→ DATASET RECORDS

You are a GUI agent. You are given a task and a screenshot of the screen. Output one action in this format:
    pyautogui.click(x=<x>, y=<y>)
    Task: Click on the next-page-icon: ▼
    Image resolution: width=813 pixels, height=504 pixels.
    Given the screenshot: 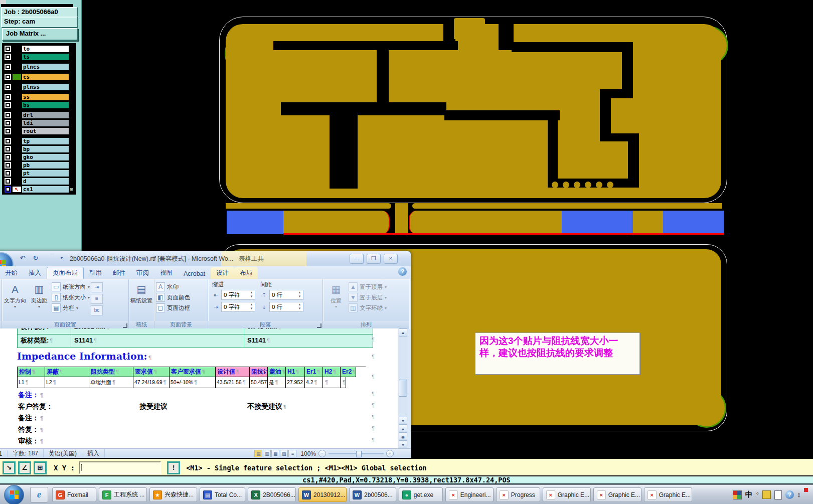 What is the action you would take?
    pyautogui.click(x=403, y=445)
    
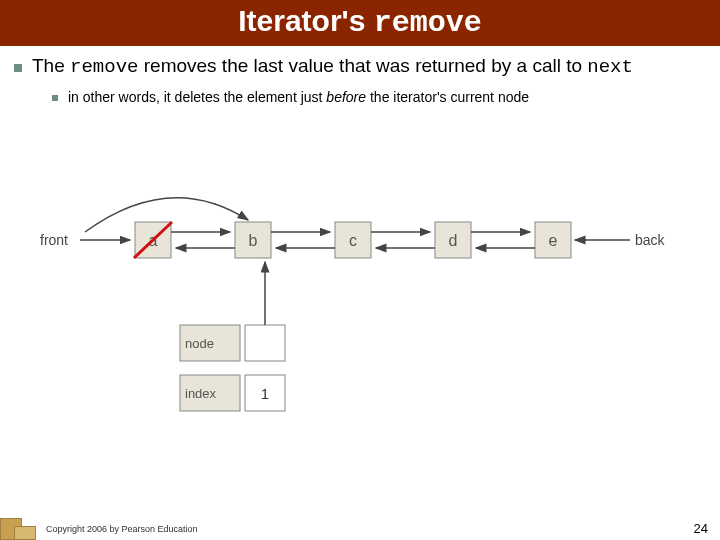  I want to click on svg-text: c, so click(353, 240).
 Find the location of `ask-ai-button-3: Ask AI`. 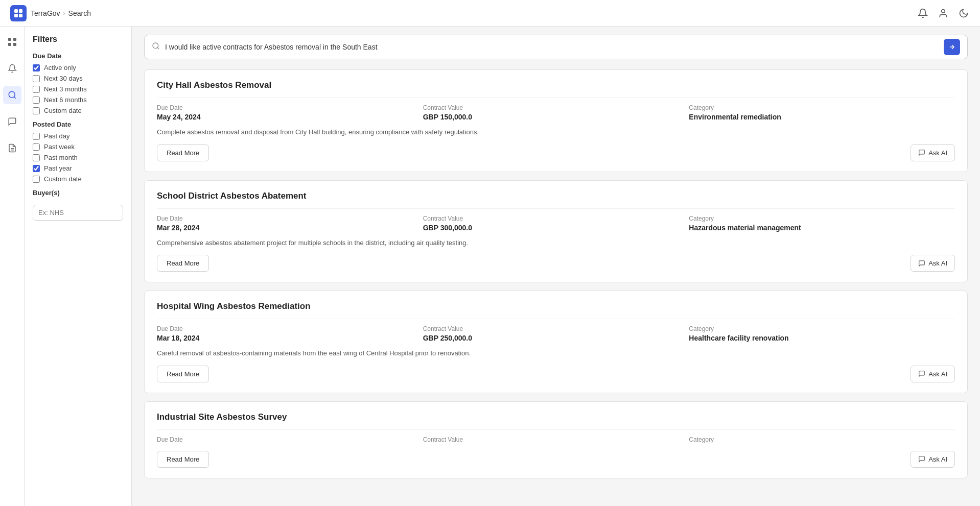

→ TASK
Go to the line in the material above that contains "pyautogui.click(x=<x>, y=<y>)" and copy exactly from there through the line that contains "Image resolution: width=813", stopping after it.

→ TASK SOLUTION
    pyautogui.click(x=<x>, y=<y>)
    Task: Click on the next-page-icon: ▼
    Image resolution: width=813 pixels, height=504 pixels.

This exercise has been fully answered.